I love the simplicity and elegance of mathematical equations. Mathematics applied to physics is like a language, you are bound to follow some rules, but it is not as rigid as you may think. There is a degree of unexpectedness, you need to assume that anything is possible. I write equations that can solve scientific challenges. Almost two decades ago, a colleague asked me to help her find a way to process and understand the images she had acquired using non-synchrotron radiation X-rays. I came up with a method to enhance her excellent data. I didn’t think much more about it, but then in the last 8 or so years the method really took off. I had absolutely no idea to what extent the synchrotron radiation community was using the method worldwide, but for them it’s as though the beam is thousands of times brighter, and the acquisition time is drastically reduced. I still find it slightly bewildering and I think there has been an element of luck in this success. I am a low-tech guy, I just need a blackboard and some chalk in my job, and it’s amusing that what I am doing serves for high-tech experiments.

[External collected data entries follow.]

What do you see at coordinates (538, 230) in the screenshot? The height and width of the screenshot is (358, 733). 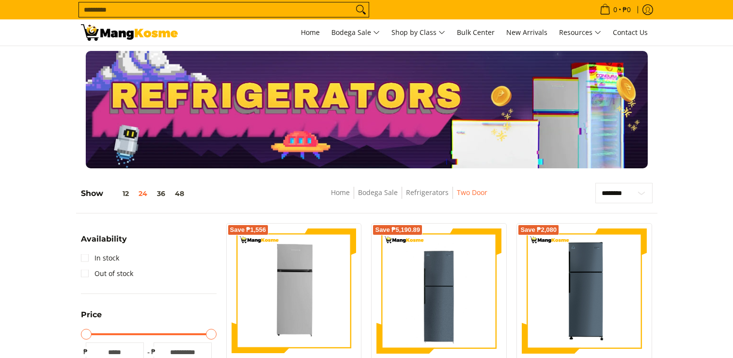 I see `span: Save ₱2,080` at bounding box center [538, 230].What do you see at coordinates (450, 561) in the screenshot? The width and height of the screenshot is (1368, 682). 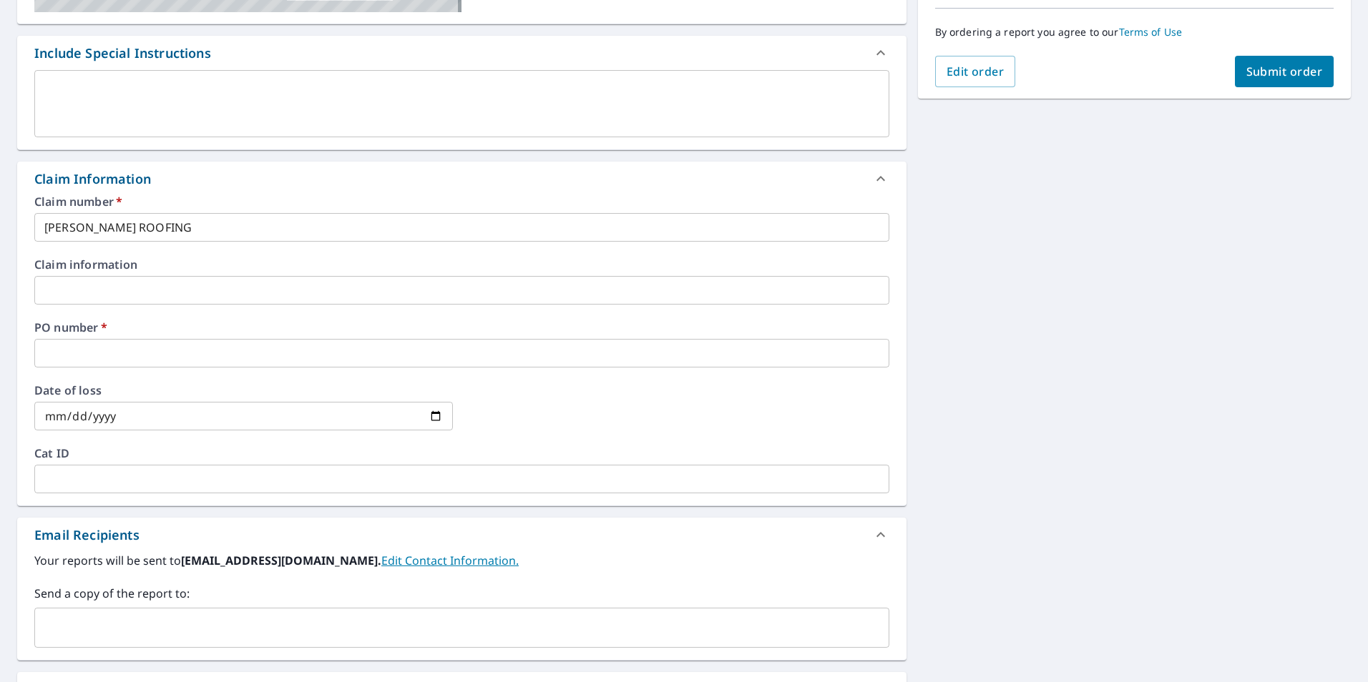 I see `a: EditContactInfo` at bounding box center [450, 561].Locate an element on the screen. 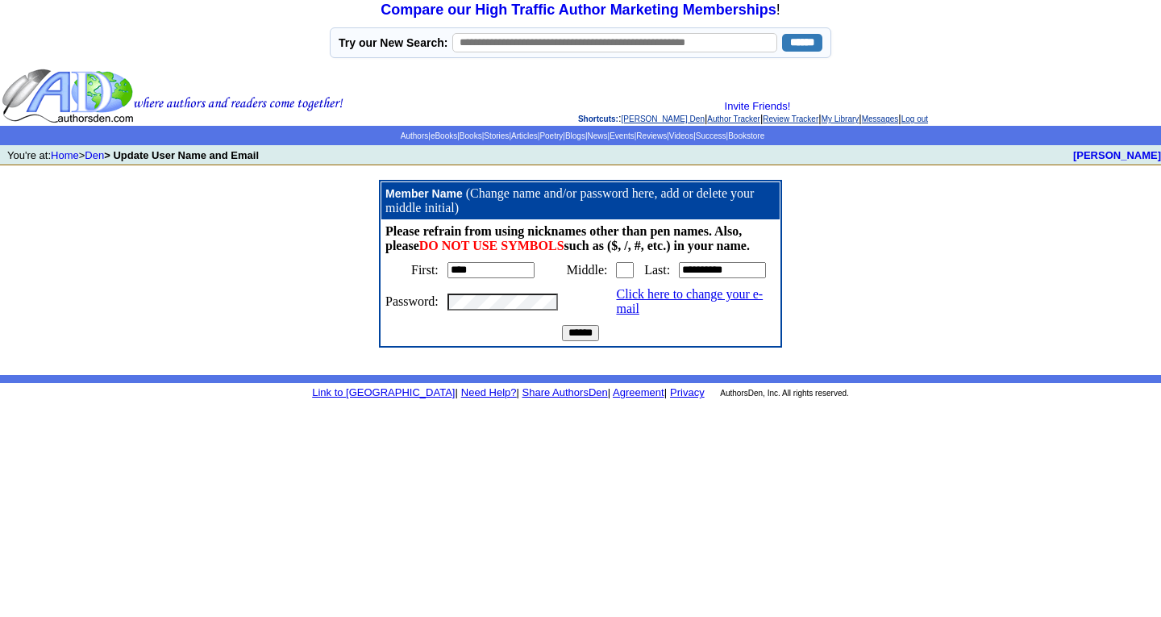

I quit my paid university job over two years ago because I felt I was not evolving any more. Today I am still doing mathematical physics, but entirely on my own terms. I have total freedom and am quite at ease with uncertainty. Mathematics at a certain age can sometimes become less creative and complacent. I´d like to think that if I get to that point I would have the courage to walk away instead of being a travesty of what I was. After all, innovation is, to a degree, subversive, to go against convention.”
David Paganin is the author of the Paganin method for 3D X-ray imaging. He is an adjunct professor at Monash University in Australia where he taught theoretical physics and still carries out research.